Litecoin Has Released Mimblewimble, Its Privacy and Fungibility Feature

Litecoin has released Mimblewimble, a feature that will allow users of the LTC cryptocurrency to send transactions with private amounts.

Charlie Lee Comments on New Features

Litecoin founder Charlie Lee explained in a Bloomberg interview that Mimblewimble is an attempt “to make Litecoin more fungible [by] making transactions non-transparent, where the amount being sent is hidden from everyone else.”

Like most public blockchains, Litecoin uses a distributed ledger that can be viewed on block explorers. The Mimblewimble upgrade means that only senders and recipients will be able to see the amount of a particular transaction.

Litecoin began to work on Mimblewimble integration in 2019 following the success of two other cryptocurrencies based on the protocol: Grin and Beam.

Litecoin soon recruited Grin++ developer David Burkett to work on and implement the feature. The Litecoin project also made it clear that Mimblewimble would be introduced via extension blocks, meaning that the feature runs on a chain adjacent to Litecoin rather than on Litecoin’s main chain of transactions.

Charlie Lee assured the public this week that the feature will be optional. Individuals can take advantage of private transactions, while exchanges can use transparent transactions to comply with KYC/AML regulations and other surveillance rules.

The update that includes Mimblewimble also introduces Taproot, a scripting feature for developers. Taproot was previously added to Bitcoin last November.

This week marks the launch of those features in a release candidate. It will be some time before miners actually activate Mimblewimble and Taproot. Neither Lee nor the Litecoin project has announced a precise activation date.

Can Litecoin Beat the Competition?

Though Litecoin was once ranked among the top five cryptocurrencies by market cap, it has fallen through the ranks. Litecoin is now the 21st largest coin on the market, and it has a market capitalization of $8.3 billion as of Feb. 4.

News of the Mimblewimble launch appears to have slightly benefited Litecoin’s price. In the week leading up to Feb. 4, Litecoin’s price gained 8.9%. By contrast, the benchmark cryptocurrency Bitcoin only saw gains of 7.8% in the same period.

While Litecoin’s new privacy features will undoubtedly be popular among existing fans of the cryptocurrency, those who are looking for coins with more extensive privacy features are likely to turn to more established privacy coins. Monero and Zcash in particular are two long-standing options for private transactions.

Dash, meanwhile, provides a built-in coin mixing function that obscures the paths of user transactions. Similarly, Bitcoin users can take advantage of coin mixers, though these services do not provide absolute privacy.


§ **What needs to be done**: Below are the records to retype. Keep every character exactly and leave out the pictures.

═══

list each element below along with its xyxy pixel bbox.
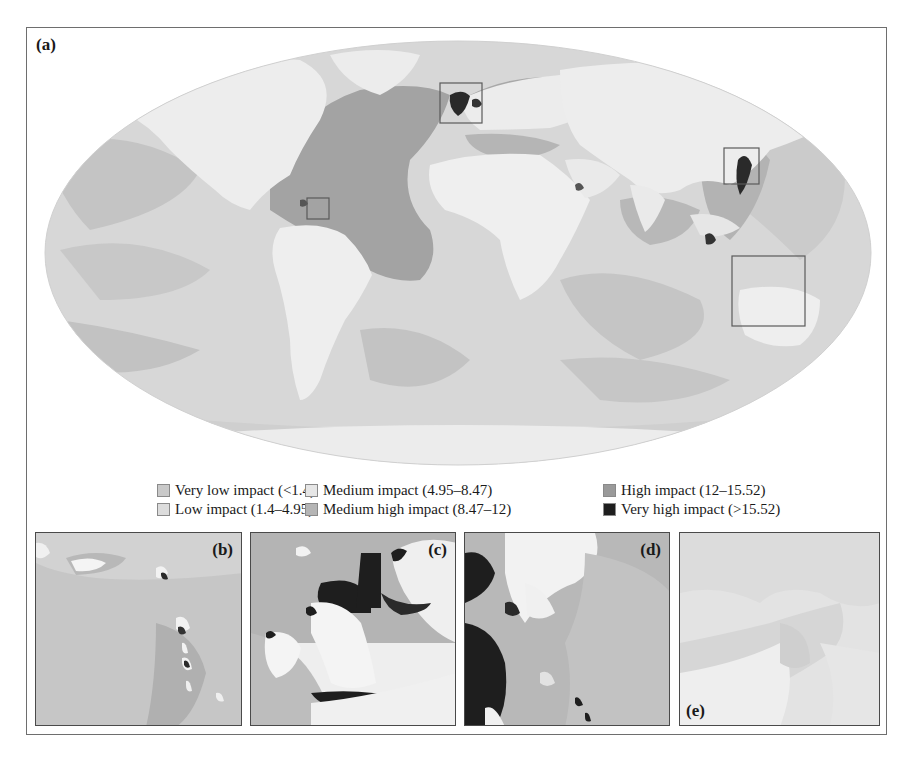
legend-item-very-high: Very high impact (>15.52): [603, 501, 780, 518]
legend-item-very-low: Very low impact (<1.4): [157, 482, 315, 499]
swatch-medium-high-icon: [305, 503, 318, 516]
inset-panel-d: (d): [464, 532, 670, 726]
swatch-very-low-icon: [157, 484, 170, 497]
inset-e-label: (e): [686, 702, 705, 719]
inset-panel-b: (b): [35, 532, 242, 726]
legend-item-medium: Medium impact (4.95–8.47): [305, 482, 492, 499]
legend-label: Medium high impact (8.47–12): [323, 501, 511, 518]
swatch-very-high-icon: [603, 503, 616, 516]
legend-label: Medium impact (4.95–8.47): [323, 482, 492, 499]
inset-panel-c: (c): [250, 532, 456, 726]
world-map: [0, 0, 918, 480]
legend: Very low impact (<1.4) Low impact (1.4–4…: [157, 482, 797, 522]
land-australia: [738, 287, 820, 347]
legend-item-high: High impact (12–15.52): [603, 482, 766, 499]
legend-item-low: Low impact (1.4–4.95): [157, 501, 313, 518]
land-antarctica: [120, 425, 800, 470]
swatch-high-icon: [603, 484, 616, 497]
legend-label: High impact (12–15.52): [621, 482, 766, 499]
inset-d-label: (d): [640, 541, 661, 558]
legend-item-medium-high: Medium high impact (8.47–12): [305, 501, 511, 518]
inset-c-label: (c): [428, 541, 447, 558]
legend-label: Very high impact (>15.52): [621, 501, 780, 518]
inset-panel-e: (e): [679, 532, 880, 726]
legend-label: Low impact (1.4–4.95): [175, 501, 313, 518]
inset-b-label: (b): [212, 541, 233, 558]
swatch-medium-icon: [305, 484, 318, 497]
legend-label: Very low impact (<1.4): [175, 482, 315, 499]
swatch-low-icon: [157, 503, 170, 516]
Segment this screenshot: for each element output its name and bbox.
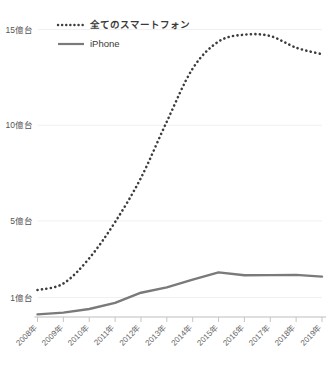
y-axis-tick-label: 10億台 xyxy=(6,120,33,130)
chart-legend: 全てのスマートフォンiPhone xyxy=(58,19,190,49)
x-axis-tick-label: 2019年 xyxy=(298,322,323,347)
x-axis xyxy=(35,317,327,322)
series-line-smartphones xyxy=(38,34,323,290)
x-axis-tick-label: 2008年 xyxy=(14,322,39,347)
x-axis-tick-label: 2011年 xyxy=(92,322,117,347)
x-axis-tick-label: 2018年 xyxy=(272,322,297,347)
x-axis-tick-label: 2013年 xyxy=(143,322,168,347)
x-axis-tick-label: 2009年 xyxy=(39,322,64,347)
y-axis-tick-label: 5億台 xyxy=(10,216,33,226)
x-axis-tick-label: 2017年 xyxy=(246,322,271,347)
y-axis-labels: 15億台10億台5億台1億台 xyxy=(6,25,33,303)
legend-label: iPhone xyxy=(90,38,120,49)
y-axis-tick-label: 15億台 xyxy=(6,25,33,35)
y-axis-tick-label: 1億台 xyxy=(10,293,33,303)
x-axis-tick-label: 2012年 xyxy=(117,322,142,347)
x-axis-tick-label: 2010年 xyxy=(65,322,90,347)
x-axis-tick-label: 2015年 xyxy=(195,322,220,347)
chart-canvas: 15億台10億台5億台1億台 2008年2009年2010年2011年2012年… xyxy=(0,0,335,376)
legend-label: 全てのスマートフォン xyxy=(89,19,190,30)
series-line-iphone xyxy=(38,272,323,314)
line-chart: 15億台10億台5億台1億台 2008年2009年2010年2011年2012年… xyxy=(0,0,335,376)
gridlines-group xyxy=(38,30,323,298)
series-group xyxy=(38,34,323,314)
x-axis-tick-label: 2014年 xyxy=(169,322,194,347)
x-axis-labels: 2008年2009年2010年2011年2012年2013年2014年2015年… xyxy=(14,322,324,347)
x-axis-tick-label: 2016年 xyxy=(221,322,246,347)
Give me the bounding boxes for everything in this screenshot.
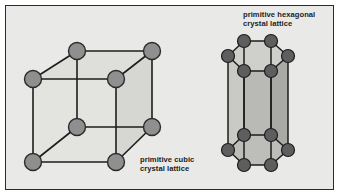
hex-atom-bot-left [222, 144, 235, 157]
cubic-atom-front-top-left [25, 71, 42, 88]
crystal-lattice-figure: primitive cubic crystal lattice primitiv… [0, 0, 339, 195]
hex-atom-top-front-left [238, 65, 251, 78]
caption-primitive-cubic: primitive cubic crystal lattice [140, 155, 194, 173]
hex-atom-bot-front-right [265, 159, 278, 172]
cubic-atom-back-bottom-left [69, 119, 86, 136]
hex-atom-top-back-right [265, 35, 278, 48]
cubic-atom-back-top-right [144, 43, 161, 60]
hex-atom-bot-back-left [238, 129, 251, 142]
hex-atom-bot-back-right [265, 129, 278, 142]
hexagonal-lattice-group [222, 35, 295, 172]
hex-atom-top-right [282, 50, 295, 63]
cubic-atom-front-bottom-left [25, 154, 42, 171]
cubic-atom-front-top-right [108, 71, 125, 88]
caption-primitive-hexagonal: primitive hexagonal crystal lattice [243, 10, 315, 28]
cubic-atom-front-bottom-right [108, 154, 125, 171]
hex-atom-bot-front-left [238, 159, 251, 172]
cubic-atom-back-top-left [69, 43, 86, 60]
hex-atom-top-back-left [238, 35, 251, 48]
hex-atom-bot-right [282, 144, 295, 157]
cubic-atom-back-bottom-right [144, 119, 161, 136]
cubic-lattice-group [25, 43, 161, 171]
hex-atom-top-front-right [265, 65, 278, 78]
hex-atom-top-left [222, 50, 235, 63]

═══

§ **Task output**:
list each element below along with its xyxy pixel bbox.
legend-item-very-high: Very high impact (>15.52): [603, 501, 780, 518]
legend-item-very-low: Very low impact (<1.4): [157, 482, 315, 499]
swatch-medium-high-icon: [305, 503, 318, 516]
inset-panel-d: (d): [464, 532, 670, 726]
swatch-very-low-icon: [157, 484, 170, 497]
inset-e-label: (e): [686, 702, 705, 719]
inset-panel-b: (b): [35, 532, 242, 726]
legend-item-medium: Medium impact (4.95–8.47): [305, 482, 492, 499]
legend-label: Medium high impact (8.47–12): [323, 501, 511, 518]
swatch-very-high-icon: [603, 503, 616, 516]
legend-label: Medium impact (4.95–8.47): [323, 482, 492, 499]
inset-panel-c: (c): [250, 532, 456, 726]
world-map: [0, 0, 918, 480]
legend: Very low impact (<1.4) Low impact (1.4–4…: [157, 482, 797, 522]
land-australia: [738, 287, 820, 347]
legend-item-high: High impact (12–15.52): [603, 482, 766, 499]
legend-item-low: Low impact (1.4–4.95): [157, 501, 313, 518]
land-antarctica: [120, 425, 800, 470]
swatch-high-icon: [603, 484, 616, 497]
legend-label: High impact (12–15.52): [621, 482, 766, 499]
inset-d-label: (d): [640, 541, 661, 558]
legend-item-medium-high: Medium high impact (8.47–12): [305, 501, 511, 518]
inset-c-label: (c): [428, 541, 447, 558]
legend-label: Very high impact (>15.52): [621, 501, 780, 518]
inset-panel-e: (e): [679, 532, 880, 726]
legend-label: Low impact (1.4–4.95): [175, 501, 313, 518]
inset-b-label: (b): [212, 541, 233, 558]
swatch-medium-icon: [305, 484, 318, 497]
legend-label: Very low impact (<1.4): [175, 482, 315, 499]
swatch-low-icon: [157, 503, 170, 516]
Segment this screenshot: for each element output its name and bbox.
y-axis-tick-label: 10億台 xyxy=(6,120,33,130)
chart-legend: 全てのスマートフォンiPhone xyxy=(58,19,190,49)
x-axis-tick-label: 2019年 xyxy=(298,322,323,347)
x-axis xyxy=(35,317,327,322)
series-line-smartphones xyxy=(38,34,323,290)
x-axis-tick-label: 2008年 xyxy=(14,322,39,347)
x-axis-tick-label: 2011年 xyxy=(92,322,117,347)
x-axis-tick-label: 2018年 xyxy=(272,322,297,347)
x-axis-tick-label: 2013年 xyxy=(143,322,168,347)
x-axis-tick-label: 2009年 xyxy=(39,322,64,347)
y-axis-tick-label: 5億台 xyxy=(10,216,33,226)
x-axis-tick-label: 2017年 xyxy=(246,322,271,347)
y-axis-labels: 15億台10億台5億台1億台 xyxy=(6,25,33,303)
legend-label: iPhone xyxy=(90,38,120,49)
y-axis-tick-label: 15億台 xyxy=(6,25,33,35)
y-axis-tick-label: 1億台 xyxy=(10,293,33,303)
x-axis-tick-label: 2012年 xyxy=(117,322,142,347)
x-axis-tick-label: 2010年 xyxy=(65,322,90,347)
x-axis-tick-label: 2015年 xyxy=(195,322,220,347)
chart-canvas: 15億台10億台5億台1億台 2008年2009年2010年2011年2012年… xyxy=(0,0,335,376)
legend-label: 全てのスマートフォン xyxy=(89,19,190,30)
series-line-iphone xyxy=(38,272,323,314)
line-chart: 15億台10億台5億台1億台 2008年2009年2010年2011年2012年… xyxy=(0,0,335,376)
gridlines-group xyxy=(38,30,323,298)
series-group xyxy=(38,34,323,314)
x-axis-tick-label: 2014年 xyxy=(169,322,194,347)
x-axis-labels: 2008年2009年2010年2011年2012年2013年2014年2015年… xyxy=(14,322,324,347)
x-axis-tick-label: 2016年 xyxy=(221,322,246,347)
Give me the bounding boxes for everything in this screenshot.
hex-atom-bot-left [222, 144, 235, 157]
cubic-atom-front-top-left [25, 71, 42, 88]
crystal-lattice-figure: primitive cubic crystal lattice primitiv… [0, 0, 339, 195]
hex-atom-top-front-left [238, 65, 251, 78]
caption-primitive-cubic: primitive cubic crystal lattice [140, 155, 194, 173]
hex-atom-bot-front-right [265, 159, 278, 172]
cubic-atom-back-bottom-left [69, 119, 86, 136]
hex-atom-top-back-right [265, 35, 278, 48]
cubic-atom-back-top-right [144, 43, 161, 60]
hex-atom-bot-back-left [238, 129, 251, 142]
hex-atom-bot-back-right [265, 129, 278, 142]
hexagonal-lattice-group [222, 35, 295, 172]
hex-atom-top-right [282, 50, 295, 63]
cubic-atom-front-bottom-left [25, 154, 42, 171]
cubic-atom-front-top-right [108, 71, 125, 88]
caption-primitive-hexagonal: primitive hexagonal crystal lattice [243, 10, 315, 28]
cubic-atom-front-bottom-right [108, 154, 125, 171]
hex-atom-bot-front-left [238, 159, 251, 172]
cubic-atom-back-top-left [69, 43, 86, 60]
hex-atom-top-back-left [238, 35, 251, 48]
hex-atom-bot-right [282, 144, 295, 157]
cubic-atom-back-bottom-right [144, 119, 161, 136]
cubic-lattice-group [25, 43, 161, 171]
hex-atom-top-front-right [265, 65, 278, 78]
hex-atom-top-left [222, 50, 235, 63]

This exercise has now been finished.